Fine-tuning: Adapting Tools to Your Real-World Environment

Published on March 17, 2026 | Translated from Spanish

In current development, generic tools show limitations. Fine-tuning emerges as a necessary process to adjust models and applications to specific contexts. It's not about using a standard solution, but about shaping it to align with particular workflows, data, and objectives. This adaptation makes the difference between a tool that is used and one that really works.

A generic model adapts and transforms, integrating perfectly into a specific work environment with unique data and flows.

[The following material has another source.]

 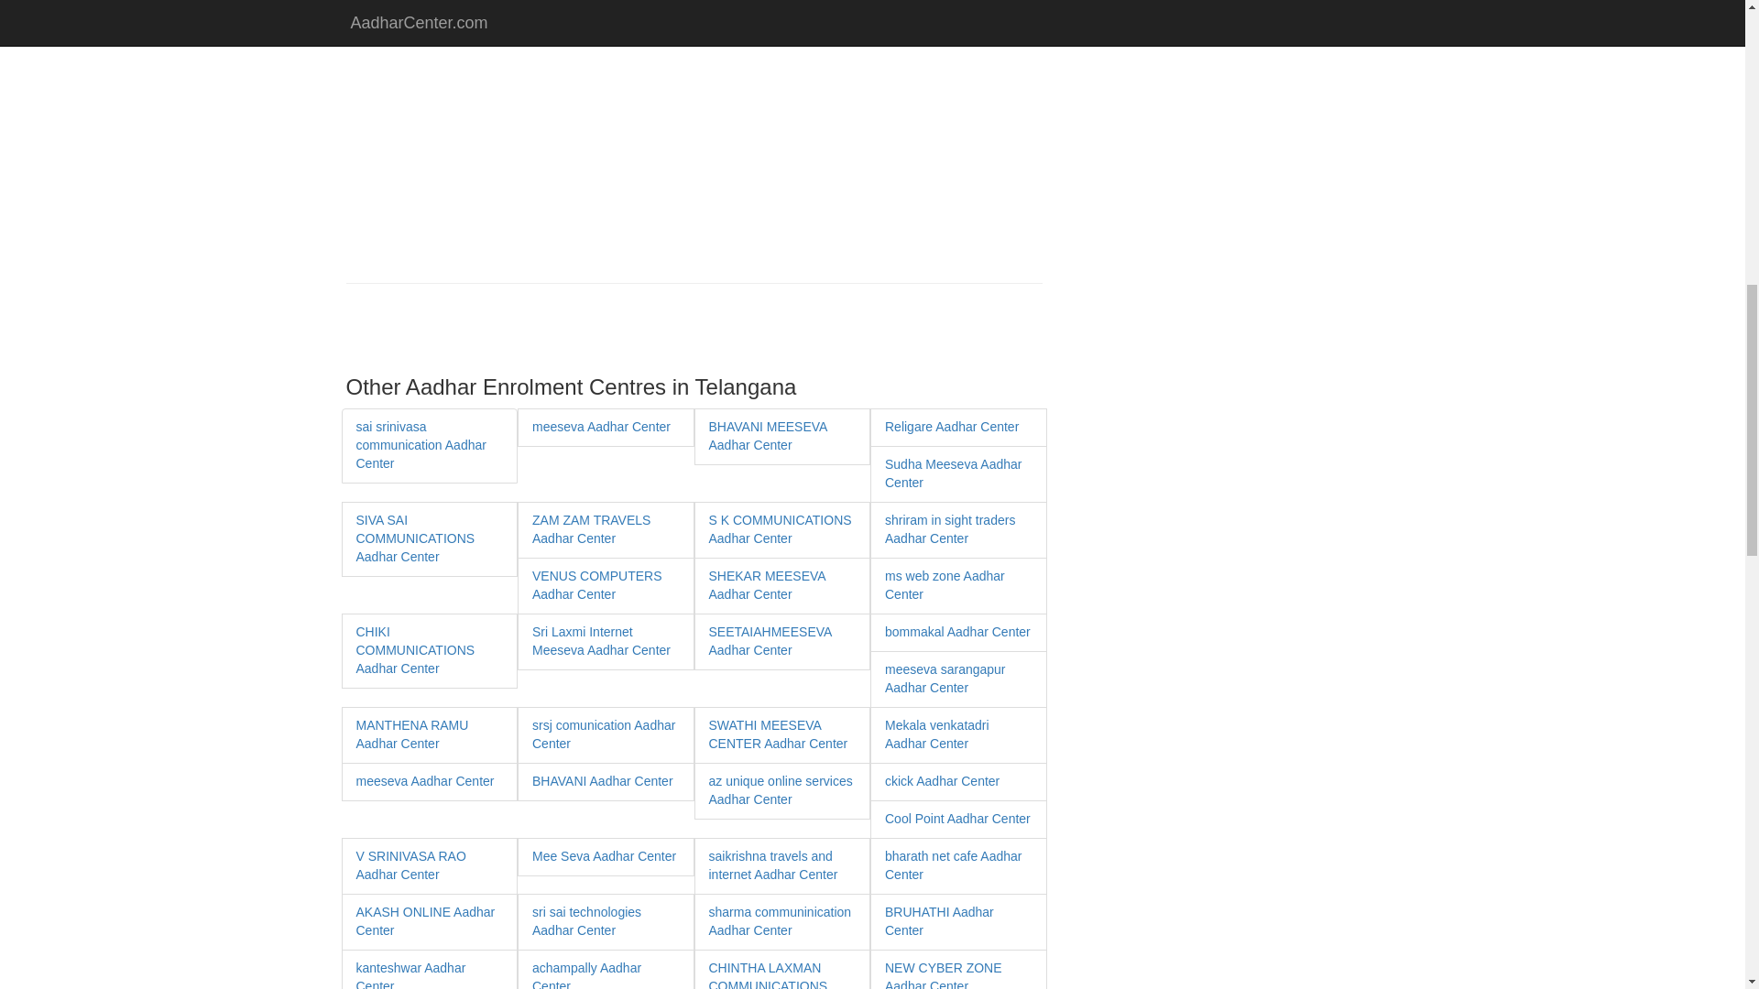 What do you see at coordinates (592, 529) in the screenshot?
I see `ZAM ZAM TRAVELS Aadhar Center` at bounding box center [592, 529].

Beyond the base model: parameters and domain data 🔧

Technical fine-tuning involves taking a pre-trained model and retraining it with a specialized dataset. This dataset, much smaller than the original, contains examples from the specific domain, such as code from a legacy language or jargon from a sector. By adjusting the model's weights, relevant patterns for the task are prioritized, improving accuracy and reducing hallucinations. The key lies in the quality of the training data and a careful adjustment of hyperparameters to avoid overfitting.

The art of teaching manners to a wild AI 🎩

It's a process similar to taming a scholar who knows everything, but insists on reciting 17th-century poetry when you ask about Python syntax. Fine-tuning is that table training where you tell it: here we use this term, here we don't say that, and please, stop suggesting solutions in COBOL. In the end, you get the model to stop being an eccentric genius and become a colleague who, at least, understands the business problem.